First, capture a heap dump automatically on the next crash if you haven't:

-XX:+HeapDumpOnOutOfMemoryError
-XX:HeapDumpPath=/var/log/app/oom-%p.hprof

Then classify by the OOM message — the fix differs per type:

Message Cause
Java heap space Heap leak or too-large working set
Metaspace Class-loader leak
Direct buffer memory NIO ByteBuffer.allocateDirect not released

Open the .hprof in Eclipse MAT and look at the Dominator Tree (sort by Retained Heap). The top retainer is the leak source. Right-click → Path to GC Roots to find what's holding it.

Common leaks to check: static cache without eviction, ThreadLocal without remove(), listeners never deregistered, huge result sets loaded in memory.

See jvm/jvm-oom-analysis.md for the full step-by-step.

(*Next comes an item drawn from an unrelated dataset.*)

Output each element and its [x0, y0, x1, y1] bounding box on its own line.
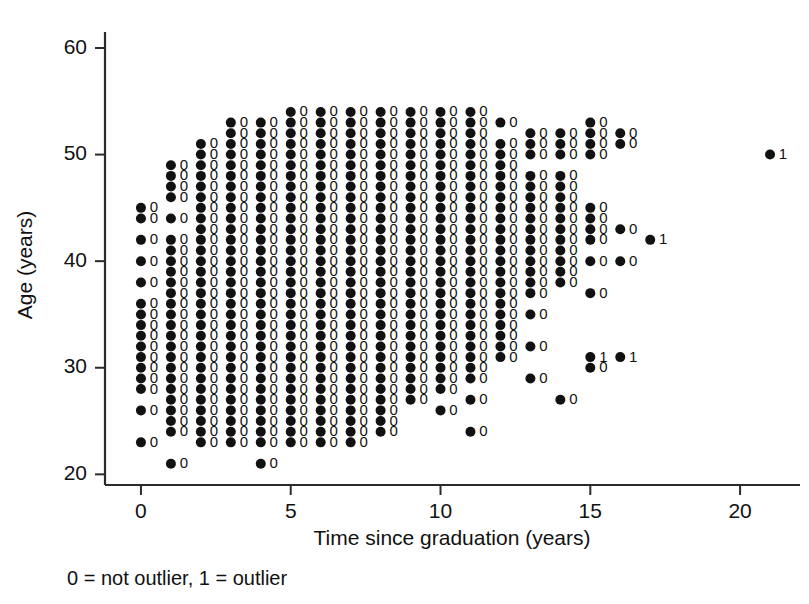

The skill gives a structured playbook instead of generic advice.


Trigger keywords

The skill auto-loads on any of these (from the SKILL.md description):

  • Spring Boot: @RestController, @Service, @Repository, @Configuration, @SpringBootApplication, @TableName, @TableId, LambdaQueryWrapper
  • Testing: JUnit 5, Mockito, AssertJ, Testcontainers, @SpringBootTest, @WebMvcTest, @DataJpaTest
  • Code review: concurrency, thread safety, NPE, Optional, equals/hashCode, Stream
  • JVM: GC tuning, OOM, thread dump, deadlock, high CPU, heap dump
  • General: Java, JVM, MyBatis-Plus, JPA, Maven, pom.xml, @Autowired, Lombok, jakarta.*, javax.*

If a prompt doesn't trigger and you want to force-load it, use your tool's skill-invocation command (e.g. /skill java-development <prompt> in ZCode).